R E V I E W E D
D
p
i
«
ITm
c
•
International Quilt Study
L
v l u U C v l l V v d t
Center
&
Museum
a
Lincoln, NE
A r t , C r illt
,
N o v .
21
,
2009
- M a y p ,
2
oic
D e s ig n & th e
G
len
R
Brown
S tu d io Q u ilt
If surface stitching has its lineage in a craft
context and the utilitarian nature of hatting, fhe
works in “Perspectives”suggest that fhe studio
quilt perpetuates the technique principally for
its expressive potential.
With nearly two dozen contemporary
works from the International Quilt Study
Center and Museum’s permanent collec-
tion, “Perspectives: Art, Craft, Design &
the Studio Quilt” generates a visual impact
consonant with the monumentality of the
museum’s spacious galleries. As expected,
the center’s holdings—anchored by an initial
1997 gift of almost a thousand quilts from
the Ardis and Robert James collection and
augmented by more than a decade of acqui-
sitions from major artists—have furnished
a top-notch survey of work by prominent
makers of the contemporary studio quilt.
The exhibition’s organizers, Michael James
and Sandra Sider, have, however, aspired
to more than a dazzling display of the cen-
ter’s gems.

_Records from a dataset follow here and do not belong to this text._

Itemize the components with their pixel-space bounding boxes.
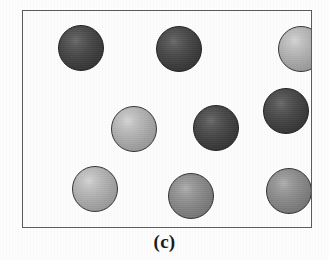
particle-sphere (168, 173, 214, 219)
particle-sphere (72, 166, 118, 212)
particle-sphere (263, 88, 309, 134)
particle-sphere (278, 26, 311, 72)
figure-caption: (c) (0, 231, 329, 253)
figure-panel-c: (c) (0, 0, 329, 260)
particle-sphere (156, 26, 202, 72)
particle-sphere (111, 106, 157, 152)
particle-sphere (193, 105, 239, 151)
particle-container-frame (22, 10, 312, 228)
particle-sphere (58, 25, 104, 71)
particle-sphere (266, 168, 311, 214)
particle-field (23, 11, 311, 227)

As its title suggests, “Perspec-
tives” situates the quilts in relation to almost
a dozen paintings, sculptures and works in
glass, precious metal and ceramics in order
to stimulate reflection on the relationship
of the studio quilt to the categories of art,
craft and design.
The first work one encounters, Terrie
Hancock Mangat’s
Lake Superior Stick Bed
and Quilt,
serves both as reminder of the
quilt’s utilitarian origins and comment on
how dramatically its role has been recast
by the studio quilt movement. Consisting
of a quilt intricately sewn from twig-shaped
patches of fall-colored fabric and neatly
draped over a bed with headboard painted
in matching autumnal hues and encrusted
like a reliquary with segments of branches,
the piece seems more easily reconciled
with sculpture than domestic furniture.
Context—both the white-walled gallery
space in which Mangat’s work is situated
and the studio tradition in which her quilt
fundamentally participates—is undoubt-
edly a key factor in the impression. In this
respect, the piece functions as an important,
perhaps even necessary prelude to the other
quilts, all of which were from the outset
destined to grace gallery walls and never
touch a mattress.
The exhibition invokes the issue of art
most directly through comparison between
quilts and paintings, particularly those
in the vein of geometric abstraction. The
optical vibration of Ellen Oppenheimer’s
Pit' Block
#5 rivals the effect of disembodied
color and abstract energy in a juxtaposed
Synchromist painting by Morgan Russell,
and the dusky hues and geometrically
subdivided rippling pattern of Jan Myers-
032 american craft apr/mayio
Photos courtesy of the International Quilt Study Center & Museum.